Las Vegas Sun

March 28, 2024

Holloway, a Strip veteran, returns

After more than 20 years of entertaining fans in Las Vegas lounges, popular jazz singer Loretta Holloway returned to her South Carolina roots in the late 1990s to take care of her ailing parents.

"It was a big move," Holloway recalled in a telephone interview from her home in Belton, S.C. "I came back to the squirrels."

Belton is a town of about 4,400 residents, and an unknown number of squirrels, located 25 miles southwest of Greenville, population 56,000.

"I had grown weary of Las Vegas and all the changes," Holloway said. "And when my parents were ailing, I knew I had to come back and help them."

Her mother, Georgia, died in 1998. Her father, Luther, died in 2000.

Although Holloway has made a few guest appearances at charitable and other events in Las Vegas since leaving town, she has not performed a full-fledged show here since an engagement at the Las Vegas Hilton in 1999.

That will change next week, when she showcases her considerable talents with a performance at 8 p.m. Thursday at Turnberry Place's Stirling Club. Admission is $25 (which includes strawberries and champagne). For information, call 784-4601.

She will perform a second show at 9 p.m. Sunday at the Bootlegger. There is no cover charge, but reservations are required. For information, call 736-4939.

"I have people helping me put my show together," Holloway said. "It's going to be music of substance, songs with lyrics and verses."

Holloway is checking out the scene to see whether she might like to spend more time here performing.

"I would do it if it was the right situation," she said. "There's so much topless stuff out there now, and there's only so much of that people can take - people want to hear substance."

After being raised in Belton, where her father was a fourth-generation owner of a funeral home business, Holloway lived in Chicago for a year and then moved to Los Angeles in the mid-'70s, where she performed in jazz clubs and did commercials.

Her first experience with Vegas came when she was signed to sing the soundtrack for the 1978 motion picture "Blackjack," a takeoff on "Ocean's 11." Part of the film was shot here and she joined the crew.

"My goodness, I couldn't believe all the names on the marquees - Frank Sinatra, Ann-Margret, Liberace, Sammy Davis Jr. - it boggled my mind that all of these people were in the same city at the same time," Holloway said. "I really came into Las Vegas on the tail end of the glory days when it still had charm."

Her first major engagement in Las Vegas was at the Landmark, which was imploded in 1995 to create a parking lot for the Convention Center.

For two decades she performed in local lounges and in showrooms, opening for entertainers such as Bill Cosby, Jay Leno and Don Rickles and performing with groups such as the Treniers.
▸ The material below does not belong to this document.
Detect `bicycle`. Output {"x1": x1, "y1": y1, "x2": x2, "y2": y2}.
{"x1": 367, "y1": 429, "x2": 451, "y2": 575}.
"The Treniers were always very generous with everyone," Holloway said. "I would sing with them after I finished my own show."
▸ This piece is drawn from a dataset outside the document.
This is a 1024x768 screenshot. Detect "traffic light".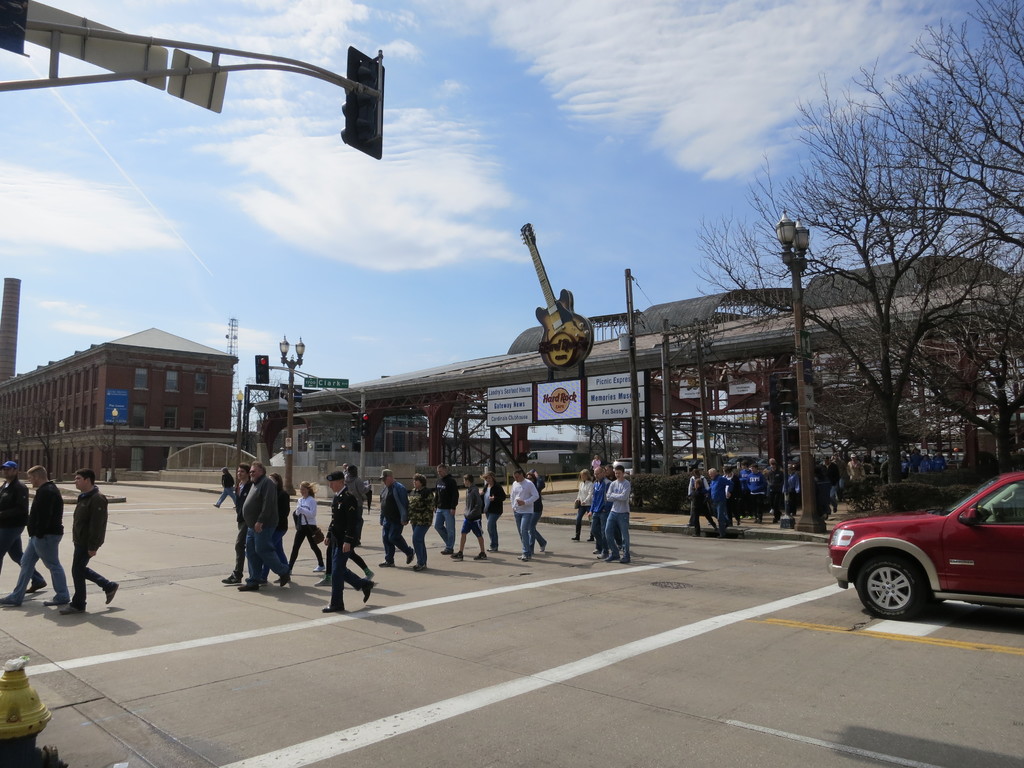
bbox(760, 372, 779, 411).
She said the Treniers were responsible for her becoming an opening act for Cosby.

"He was drumming with them one night at the New Frontier, just messing around," Holloway said. "I got up to sing and after the show I asked Bill what it would take for me to open the show for him - and he said, 'Just ask,' and I did."

She opened for him twice.

Holloway says when she eventually decided to leave Las Vegas, the city was changing.

"Things weren't happening the way I wanted them to," she said. "Sometimes you need to take a break and look at it from a distance."

She says when she returned to her hometown she was able to make her parents' final years happy ones.

"Just to make my mother laugh," Holloway said. "That was my reward - she seldom laughed."